Security Basics for Everyone
You don't need to be technical to keep Finperiti safe. Most security comes down to a few simple habits and one instinct: when something feels off, stop and check. Attackers rely on people being busy, polite, and reluctant to ask. So the most powerful thing you can do is slow down and question anything unusual.
Finperiti helps fight financial crime and holds people's identity documents, financial details, and personal data. That makes us a target — criminals would love to get in, and the easiest way in is usually not hacking a computer but tricking a person. You are part of the defence, and you don't need any special knowledge to be good at it.
This page is the short version. The rest of the handbook goes into specifics — passwords, phishing, handling data, your devices — but if you absorb these basics, you're already most of the way there.
The habits that matter most
- AlwaysStop and check when something feels off — an unexpected message, an unusual request, a link you're unsure about. Asking is always okay.
- DoUse strong, unique passwords and your password manager, and turn on multi-factor authentication everywhere you can.
- DoLock your screen whenever you step away, even for a minute, and keep your devices updated.
- DoTreat customer and company information as confidential — share it only with people who are meant to have it, through approved tools.
- DoReport anything suspicious or any mistake quickly — speed matters more than being sure, and you won't be blamed for a false alarm.
- AlwaysAssume a request to bypass a normal process — "skip the check", "just send it over", "do it quickly and quietly" — could be an attacker, and verify it independently.
The things we never do
- NeverShare your account, password, or login with anyone — not colleagues, not IT, not your manager. Your login is yours alone.
- NeverSend customer or personal data to your personal email, personal cloud, or any unapproved place.
- NeverHand over a password, code, or sensitive information because someone asked by email, phone, or message — verify first, through a channel you trust.
Ask yourself
- AskDoes this message or request feel unusual, urgent, or too good to be true?
- AskAm I about to share something sensitive — and is this the right person and the right channel?
- AskIf this turned out to be an attack, would I wish I'd checked first?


→ **TASK STATEMENT**: Each entry below should appear again exactly as written, without pictures.

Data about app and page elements
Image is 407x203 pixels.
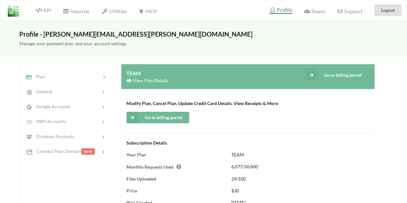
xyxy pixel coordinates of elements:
button: Logout [374,4,401,16]
span: TEAM [231,152,244,157]
span: MCP [138,8,157,14]
span: API [36,7,51,13]
span: NEW [81,148,94,155]
h5: Manage your payment plan, and your account settings [19,41,387,47]
div: Your Plan [126,151,223,158]
img: LogoIcon.png [8,5,19,17]
span: Subscription Details [126,140,167,146]
span: Modify Plan, Cancel Plan, Update Credit Card Details, View Receipts & More [126,101,278,106]
button: Go to billing portal [126,112,189,123]
span: Plan [32,74,45,79]
span: AWS Accounts [32,119,66,124]
span: Importer [63,8,90,14]
div: Monthly Requests Used [126,163,223,170]
h3: Profile - [PERSON_NAME][EMAIL_ADDRESS][PERSON_NAME][DOMAIN_NAME] [19,30,387,38]
div: Price [126,187,223,194]
span: Profile [269,7,292,13]
span: 29/100 [231,176,246,182]
span: Support [336,9,362,14]
span: 6,077/50,000 [231,164,258,169]
span: $30 [231,188,239,193]
span: Utilities [102,8,126,14]
button: Go to billing portal [305,69,368,81]
div: TEAM [126,69,248,77]
span: General [32,89,52,94]
span: Dropbox Accounts [32,134,74,139]
div: Files Uploaded [126,175,223,182]
span: Connect Your Domain [32,148,81,154]
span: Teams [304,8,325,14]
span: View Plan Details [126,78,168,83]
span: Google Accounts [32,104,70,109]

→ **THE ANSWER**:
Image is 407x203 pixels.
xyxy pixel coordinates of elements:
button: Logout [374,4,401,16]
span: TEAM [231,152,244,157]
span: MCP [138,8,157,14]
span: API [36,7,51,13]
span: NEW [81,148,94,155]
h5: Manage your payment plan, and your account settings [19,41,387,47]
div: Your Plan [126,151,223,158]
img: LogoIcon.png [8,5,19,17]
span: Subscription Details [126,140,167,146]
span: Modify Plan, Cancel Plan, Update Credit Card Details, View Receipts & More [126,101,278,106]
button: Go to billing portal [126,112,189,123]
span: Plan [32,74,45,79]
span: AWS Accounts [32,119,66,124]
span: Importer [63,8,90,14]
div: Monthly Requests Used [126,163,223,170]
h3: Profile - [PERSON_NAME][EMAIL_ADDRESS][PERSON_NAME][DOMAIN_NAME] [19,30,387,38]
div: Price [126,187,223,194]
span: Profile [269,7,292,13]
span: 29/100 [231,176,246,182]
span: Support [336,9,362,14]
span: 6,077/50,000 [231,164,258,169]
span: $30 [231,188,239,193]
span: Utilities [102,8,126,14]
button: Go to billing portal [305,69,368,81]
div: TEAM [126,69,248,77]
span: General [32,89,52,94]
span: Dropbox Accounts [32,134,74,139]
div: Files Uploaded [126,175,223,182]
span: Connect Your Domain [32,148,81,154]
span: Teams [304,8,325,14]
span: View Plan Details [126,78,168,83]
span: Google Accounts [32,104,70,109]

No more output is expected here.